The net result is that projects of the scale and utter criticality of the Linux kernel aren’t prepared to contend with game-changing, hyperscale threat models. In the specific case we’re examining here, the researchers were able to target candidate incursion sites with relatively low effort (using static analysis tools to assess units of code already identified as requiring contributor attention), propose “fixes” informally via email, and leverage many factors, including their own established reputation as reliable and frequent contributors, to bring exploit code to the verge of being committed.

This was a profound betrayal, effectively by “insiders” of a trust system that’s historically worked very well to produce robust and secure kernel releases. The abuse of trust changes the game, and the implied follow-on requirement looms large to bolster mutual human trust with systematic mitigations.

But how do you contend with threats like this? Formal verification is effectively impossible in most cases. Static analysis may not reveal cleverly engineered incursions. Project paces must be maintained (there are known bugs to fix). And the threat is asymmetrical: As the classic line goes, the blue team needs to protect against everything, and the red team only needs to succeed once.
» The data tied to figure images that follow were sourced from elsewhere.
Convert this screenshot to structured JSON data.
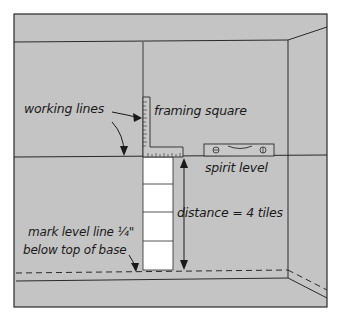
{
  "diagram": {
    "type": "wall-tile-layout-illustration",
    "colors": {
      "wall": "#c4c4c4",
      "line": "#2a2a2a",
      "tile": "#ffffff",
      "background": "#ffffff"
    },
    "labels": {
      "working_lines": "working lines",
      "framing_square": "framing square",
      "spirit_level": "spirit level",
      "distance": "distance = 4 tiles",
      "mark_line_1": "mark level line ¼\"",
      "mark_line_2": "below top of base"
    },
    "tile_count": 4
  }
}
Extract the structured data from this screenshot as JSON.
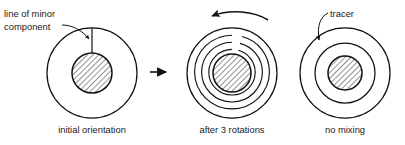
{
  "figure": {
    "background_color": "#ffffff",
    "line_color": "#111111",
    "text_color": "#1a1a1a",
    "hatch_color": "#6e6e6e"
  },
  "annotations": {
    "minor_component_line1": "line of minor",
    "minor_component_line2": "component",
    "tracer": "tracer"
  },
  "panels": [
    {
      "id": "initial",
      "caption": "initial orientation",
      "center": [
        92,
        73
      ],
      "outer_radius": 45,
      "core_radius": 20,
      "rings": [],
      "tracer_type": "radial-line"
    },
    {
      "id": "after-3-rotations",
      "caption": "after 3 rotations",
      "center": [
        232,
        73
      ],
      "outer_radius": 45,
      "core_radius": 19,
      "rings": [
        38,
        31,
        24
      ],
      "tracer_type": "spiral",
      "spiral_turns": 3,
      "rotation_arrow": "counterclockwise"
    },
    {
      "id": "no-mixing",
      "caption": "no mixing",
      "center": [
        345,
        73
      ],
      "outer_radius": 45,
      "core_radius": 17,
      "rings": [
        30
      ],
      "tracer_type": "concentric-ring"
    }
  ],
  "connector": {
    "label": "process-arrow",
    "from": [
      150,
      72
    ],
    "to": [
      170,
      72
    ]
  }
}
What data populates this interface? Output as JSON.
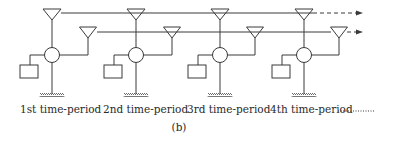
{
  "diagram": {
    "caption": "(b)",
    "colors": {
      "line": "#3a3a3a",
      "text": "#2a2a2a",
      "background": "#ffffff"
    },
    "continuation": "dashed arrows to the right on both transmission lines; dotted line after last label",
    "periods": [
      {
        "label": "1st time-period",
        "x": 52,
        "x2": 88,
        "label_x": 20,
        "square_x": 20
      },
      {
        "label": "2nd time-period",
        "x": 136,
        "x2": 172,
        "label_x": 103,
        "square_x": 104
      },
      {
        "label": "3rd time-period",
        "x": 220,
        "x2": 255,
        "label_x": 187,
        "square_x": 188
      },
      {
        "label": "4th time-period",
        "x": 304,
        "x2": 339,
        "label_x": 270,
        "square_x": 272
      }
    ],
    "components": {
      "top_antenna": "triangle",
      "lower_antenna": "triangle",
      "node": "circle",
      "storage": "square",
      "ground": "hatched ground"
    }
  }
}
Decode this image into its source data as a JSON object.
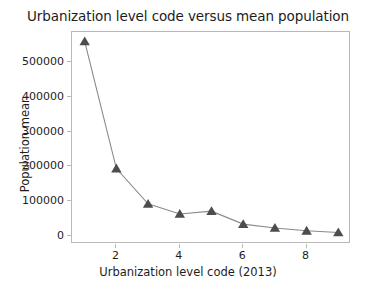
{
  "chart_data": {
    "type": "line",
    "title": "Urbanization level code versus mean population",
    "xlabel": "Urbanization level code (2013)",
    "ylabel": "Population mean",
    "x": [
      1,
      2,
      3,
      4,
      5,
      6,
      7,
      8,
      9
    ],
    "values": [
      558000,
      194000,
      93000,
      64000,
      72000,
      35000,
      24000,
      16000,
      11000
    ],
    "series": [
      {
        "name": "Population mean",
        "values": [
          558000,
          194000,
          93000,
          64000,
          72000,
          35000,
          24000,
          16000,
          11000
        ]
      }
    ],
    "xlim": [
      0.6,
      9.4
    ],
    "ylim": [
      -22000,
      585000
    ],
    "xticks": [
      2,
      4,
      6,
      8
    ],
    "xtick_labels": [
      "2",
      "4",
      "6",
      "8"
    ],
    "yticks": [
      0,
      100000,
      200000,
      300000,
      400000,
      500000
    ],
    "ytick_labels": [
      "0",
      "100000",
      "200000",
      "300000",
      "400000",
      "500000"
    ],
    "grid": false,
    "legend": null,
    "marker": "triangle-up",
    "line_color": "#8a8a8a",
    "marker_color": "#4d4d4d",
    "frame_color": "#b9b9b9",
    "background": "#ffffff"
  }
}
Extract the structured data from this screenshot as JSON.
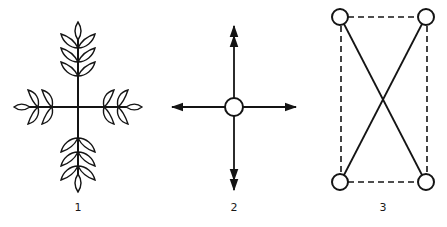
{
  "figures": [
    {
      "id": "fig1",
      "label": "1",
      "description": "Plant-like cross: four leafy branches radiating from a center point",
      "center": [
        78,
        107
      ]
    },
    {
      "id": "fig2",
      "label": "2",
      "description": "Circle with four arrows pointing up, down, left, right",
      "center": [
        234,
        107
      ]
    },
    {
      "id": "fig3",
      "label": "3",
      "description": "Four circles at corners of a dashed rectangle, connected by two solid crossing diagonals",
      "nodes": [
        [
          340,
          17
        ],
        [
          426,
          17
        ],
        [
          340,
          182
        ],
        [
          426,
          182
        ]
      ]
    }
  ],
  "colors": {
    "ink": "#141414",
    "background": "#ffffff"
  }
}
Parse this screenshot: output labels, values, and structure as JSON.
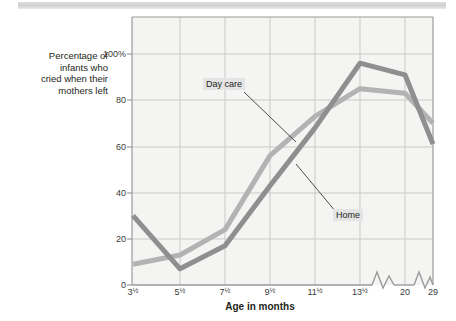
{
  "chart_data": {
    "type": "line",
    "title": "",
    "xlabel": "Age in months",
    "ylabel": "Percentage of infants who cried when their mothers left",
    "ylabel_lines": [
      "Percentage of",
      "infants who",
      "cried when their",
      "mothers left"
    ],
    "categories": [
      "3½",
      "5½",
      "7½",
      "9½",
      "11½",
      "13½",
      "20",
      "29"
    ],
    "x_tick_labels": [
      {
        "whole": "3",
        "frac": "½"
      },
      {
        "whole": "5",
        "frac": "½"
      },
      {
        "whole": "7",
        "frac": "½"
      },
      {
        "whole": "9",
        "frac": "½"
      },
      {
        "whole": "11",
        "frac": "½"
      },
      {
        "whole": "13",
        "frac": "½"
      },
      {
        "whole": "20",
        "frac": ""
      },
      {
        "whole": "29",
        "frac": ""
      }
    ],
    "y_tick_labels": [
      "100%",
      "80",
      "60",
      "40",
      "20",
      "0"
    ],
    "y_tick_values": [
      100,
      80,
      60,
      40,
      20,
      0
    ],
    "ylim": [
      0,
      115
    ],
    "grid": true,
    "legend_position": "inline-callouts",
    "axis_breaks": [
      "between 13½ and 20",
      "between 20 and 29"
    ],
    "series": [
      {
        "name": "Home",
        "color": "#8f8f8f",
        "values": [
          30,
          7,
          17,
          43,
          68,
          96,
          91,
          61
        ]
      },
      {
        "name": "Day care",
        "color": "#b3b3b3",
        "values": [
          9,
          13,
          24,
          56,
          73,
          85,
          83,
          70
        ]
      }
    ],
    "annotations": [
      {
        "text": "Day care",
        "series": "Day care"
      },
      {
        "text": "Home",
        "series": "Home"
      }
    ]
  },
  "colors": {
    "home_line": "#8f8f8f",
    "daycare_line": "#b3b3b3",
    "grid": "#c9c9c9",
    "axis": "#8a8a8a",
    "plot_background": "#f4f4f2",
    "text": "#231f20",
    "callout_background": "#e4e4e4"
  }
}
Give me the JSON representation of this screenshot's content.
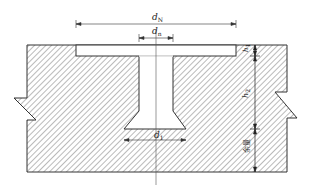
{
  "diagram": {
    "type": "cross-section drawing",
    "colors": {
      "line": "#333333",
      "hatch": "#555555",
      "background": "#ffffff"
    },
    "dimensions": {
      "top_width": {
        "symbol": "d",
        "subscript": "N"
      },
      "neck_width": {
        "symbol": "d",
        "subscript": "n"
      },
      "bottom_width": {
        "symbol": "d",
        "subscript": "1"
      }
    },
    "vertical_dimensions": {
      "top": {
        "symbol": "h",
        "subscript": "1"
      },
      "middle": {
        "symbol": "h",
        "subscript": "2"
      },
      "bottom": {
        "text": "余量"
      }
    }
  }
}
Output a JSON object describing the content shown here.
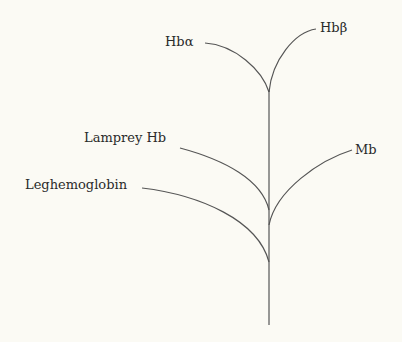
{
  "diagram": {
    "type": "phylogenetic-tree",
    "leaves": [
      {
        "id": "hba",
        "label": "Hbα"
      },
      {
        "id": "hbb",
        "label": "Hbβ"
      },
      {
        "id": "lamprey",
        "label": "Lamprey Hb"
      },
      {
        "id": "mb",
        "label": "Mb"
      },
      {
        "id": "leg",
        "label": "Leghemoglobin"
      }
    ],
    "branch_order_from_root": [
      "Leghemoglobin",
      "Lamprey Hb",
      "Mb",
      "Hbα / Hbβ"
    ],
    "line_color": "#555555",
    "background": "#fbfaf4"
  }
}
I see a few opportunities for remediation:

  • Limit the spread of monocultures. Stuff like Alva Linux and AWS’ Open Distribution of ElasticSearch is good, partly because they keep widely-used FOSS solutions free and open-source but also because they inject technical diversity.
  • Reevaluate project governance, organization, and funding to mitigate complete reliance on the human factor and incentivize for-profit companies to contribute their expertise and other resources. Most for-profit companies would be happy to contribute to open source because of its openness and not despite it. Still, this may require a culture change for existing contributors in many communities.
  • Accelerate commodification by simplifying the stack and verifying the components. Push appropriate responsibility for security up into the application layers.

I’m advocating here that orchestrators like Kubernetes should matter less and Linux should have less impact. Finally, we should proceed as fast as we can toward formalizing the use of things like unikernels. Regardless, we need to ensure that companies and individuals provide the resources open source needs to continue.